For me the greatest experience was the Wednesday reading when we had to compete with the football match Colombia against Chile. Thanks to rain that game was interrupted but we were already amazed by the crowd which had gathered. Krystyna Dabrowska thanked them for having chosen poetry over football. After she had said that, the crowd broke out in both laughter and enthusiastic applause. And then we went on with the readings of our poems. Afterwards I thought it had not gone down so well, but to my surprise many came up to us and made us feel like movie stars since they asked to sign the page where was our photo and some samples of our poems. Suddenly I felt to be no longer with my consciousness in Europe, but in Colombia, in midst another field of human streams. Afterwards I saw my poems becoming birds who lifted off into the evening sky hovering over Medellin.

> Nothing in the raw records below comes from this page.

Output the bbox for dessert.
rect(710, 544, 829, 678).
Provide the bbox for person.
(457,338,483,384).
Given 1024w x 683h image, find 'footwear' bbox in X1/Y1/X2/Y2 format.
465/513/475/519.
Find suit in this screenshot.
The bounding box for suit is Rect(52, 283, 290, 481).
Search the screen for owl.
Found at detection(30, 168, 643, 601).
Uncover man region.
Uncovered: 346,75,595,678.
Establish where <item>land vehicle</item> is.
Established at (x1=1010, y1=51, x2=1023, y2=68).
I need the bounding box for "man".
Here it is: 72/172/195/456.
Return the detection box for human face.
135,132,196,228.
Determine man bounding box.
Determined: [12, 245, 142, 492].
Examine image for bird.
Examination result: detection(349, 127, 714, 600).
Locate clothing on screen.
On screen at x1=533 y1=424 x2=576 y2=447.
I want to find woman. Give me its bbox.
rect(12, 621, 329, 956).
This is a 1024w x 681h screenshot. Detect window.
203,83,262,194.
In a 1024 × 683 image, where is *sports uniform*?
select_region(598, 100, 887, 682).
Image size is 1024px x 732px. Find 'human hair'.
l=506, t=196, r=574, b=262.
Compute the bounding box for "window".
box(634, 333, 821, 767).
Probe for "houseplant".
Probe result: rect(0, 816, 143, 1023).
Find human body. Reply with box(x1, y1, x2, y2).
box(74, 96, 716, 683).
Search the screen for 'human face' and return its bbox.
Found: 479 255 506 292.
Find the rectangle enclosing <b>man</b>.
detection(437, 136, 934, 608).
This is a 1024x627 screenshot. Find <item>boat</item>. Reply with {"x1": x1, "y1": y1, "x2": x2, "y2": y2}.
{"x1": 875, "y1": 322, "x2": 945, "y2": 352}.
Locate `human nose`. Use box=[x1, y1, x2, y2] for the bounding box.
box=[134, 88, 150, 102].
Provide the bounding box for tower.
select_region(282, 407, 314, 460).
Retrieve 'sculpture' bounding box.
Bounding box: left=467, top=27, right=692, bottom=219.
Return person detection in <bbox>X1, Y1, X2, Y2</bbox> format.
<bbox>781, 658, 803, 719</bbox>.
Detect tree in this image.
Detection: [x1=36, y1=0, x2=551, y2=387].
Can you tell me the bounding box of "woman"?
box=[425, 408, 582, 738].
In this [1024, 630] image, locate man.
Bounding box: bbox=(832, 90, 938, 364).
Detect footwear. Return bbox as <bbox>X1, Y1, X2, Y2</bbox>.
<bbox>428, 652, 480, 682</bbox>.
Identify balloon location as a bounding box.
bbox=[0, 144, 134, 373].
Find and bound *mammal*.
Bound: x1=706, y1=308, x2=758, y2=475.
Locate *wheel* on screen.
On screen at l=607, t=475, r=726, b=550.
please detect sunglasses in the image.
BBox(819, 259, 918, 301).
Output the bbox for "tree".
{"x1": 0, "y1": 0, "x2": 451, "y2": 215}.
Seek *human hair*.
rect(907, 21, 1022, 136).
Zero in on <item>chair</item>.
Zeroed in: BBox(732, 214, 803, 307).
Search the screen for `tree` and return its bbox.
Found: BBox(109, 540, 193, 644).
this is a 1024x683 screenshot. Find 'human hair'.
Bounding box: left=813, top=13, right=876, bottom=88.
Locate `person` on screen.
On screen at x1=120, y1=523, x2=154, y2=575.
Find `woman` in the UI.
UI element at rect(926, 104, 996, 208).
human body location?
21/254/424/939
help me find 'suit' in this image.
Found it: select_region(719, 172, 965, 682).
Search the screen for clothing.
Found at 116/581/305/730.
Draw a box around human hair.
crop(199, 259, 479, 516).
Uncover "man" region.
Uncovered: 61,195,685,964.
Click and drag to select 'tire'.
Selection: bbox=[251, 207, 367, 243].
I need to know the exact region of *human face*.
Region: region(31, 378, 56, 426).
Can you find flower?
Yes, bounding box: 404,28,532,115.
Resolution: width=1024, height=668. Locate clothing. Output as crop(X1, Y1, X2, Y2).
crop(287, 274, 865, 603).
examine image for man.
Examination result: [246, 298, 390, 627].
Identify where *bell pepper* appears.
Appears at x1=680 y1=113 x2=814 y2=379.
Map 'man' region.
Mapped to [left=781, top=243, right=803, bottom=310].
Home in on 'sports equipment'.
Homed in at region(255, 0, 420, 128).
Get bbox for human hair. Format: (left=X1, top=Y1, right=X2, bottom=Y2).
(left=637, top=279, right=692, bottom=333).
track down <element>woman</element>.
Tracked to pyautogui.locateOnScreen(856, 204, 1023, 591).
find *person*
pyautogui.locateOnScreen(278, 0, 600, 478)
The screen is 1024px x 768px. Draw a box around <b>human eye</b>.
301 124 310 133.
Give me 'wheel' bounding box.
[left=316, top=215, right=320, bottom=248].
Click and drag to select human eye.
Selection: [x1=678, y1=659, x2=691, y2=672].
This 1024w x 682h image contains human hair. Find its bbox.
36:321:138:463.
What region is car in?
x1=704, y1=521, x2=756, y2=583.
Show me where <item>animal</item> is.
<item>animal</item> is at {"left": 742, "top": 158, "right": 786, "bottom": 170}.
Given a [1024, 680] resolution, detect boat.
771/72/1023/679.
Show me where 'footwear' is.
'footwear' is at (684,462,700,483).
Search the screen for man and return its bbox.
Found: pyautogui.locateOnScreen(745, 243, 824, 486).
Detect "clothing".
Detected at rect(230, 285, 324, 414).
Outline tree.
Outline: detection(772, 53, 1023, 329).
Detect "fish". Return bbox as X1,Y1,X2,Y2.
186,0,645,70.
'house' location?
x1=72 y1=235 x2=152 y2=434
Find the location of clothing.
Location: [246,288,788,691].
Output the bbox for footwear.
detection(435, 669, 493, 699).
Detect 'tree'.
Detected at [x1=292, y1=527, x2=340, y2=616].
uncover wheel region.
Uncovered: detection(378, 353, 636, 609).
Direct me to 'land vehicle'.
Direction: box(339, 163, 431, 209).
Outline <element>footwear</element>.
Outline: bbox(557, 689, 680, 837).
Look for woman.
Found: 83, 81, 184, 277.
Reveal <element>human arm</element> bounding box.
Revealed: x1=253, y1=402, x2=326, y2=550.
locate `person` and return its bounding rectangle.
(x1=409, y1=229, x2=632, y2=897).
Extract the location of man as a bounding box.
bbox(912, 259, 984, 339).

I am indebted for having given my poems a voice. It was a discovery of them by having them read in another language. For those who might be interested you find them either attached or else in the documentation I am slowly preparing. I call it memory work since there are so many valuable bits and pieces which can become a powerful mosaic of a new poetic expression.

The documentation (not complete) you find here.

My thanks goes out to Fernando and Gloria, to the entire people and to those whom we met as a result of the festival. These are lasting memories. We were there when the partical peace treaty was signed on June 23. As Fernando put it in his closing statement, it is time that sixty years of war end.

We all face difficult times, here Nice, there Turkey and last the axe and knife attack of a seventeen year old Afghanistan in a regional train in Southern Germany. The killing of innocent people means many no longer think life is sacred enough nor that the hardest but then most fulfilling way is the non violent one. I wish that in Libya, for example, the smell of the sea returns and therefore drives out the smell of blood.

In that spirit we know more than poetry is needed to rectify our peace efforts, but it is a tremendous start with Medellin given such a huge example.

With warmest regards to all, and again my deepest thanks as well,

Hatto Fischer
Berlin 19.7.2016

1. On 22 June, Interarts and BOZAR launched the first expert seminar of Culture and arts supporting social cohesion in Latin American cities - LAIC, a project funded by the European Commission and running until July 2017. Followed by a public debate, the seminar brought together more than 20 researchers, cultural managers, cultural directors and architects from Latin America and Europe, offering an opportunity to make comparisons between contexts whilst also highlighting contemporary challenges related to cities, cultural cooperation and the identification of best practices in both continents. For the latter, Medellin in Colombia is often quoted as a new model for urban development and culture, in spite of a complicated past, proving that the relation between cities and culture remains a key challenge for numerous decision-makers, artists and cultural operators across the globe. The LAIC project aims at facilitating exchange and joint action and supporting peer learning on the linkages between culture and development for Latin American artists and cultural operators, as well as triggering joint dialogue with their European counterparts. The project should create opportunities for Latin American creators, especially those from Lima (Peru), San Salvador (El Salvador), Curitiba (Brazil), Medellin (Colombia) and Puebla (Mexico), to work and implement projects in the field of culture and urban social cohesion. The next activity will be a workshop organised in Medellin later this year. In 2017, an exhibition at BOZAR will showcase several arts-driven initiatives in Latin America focusing on social cohesion and urban development.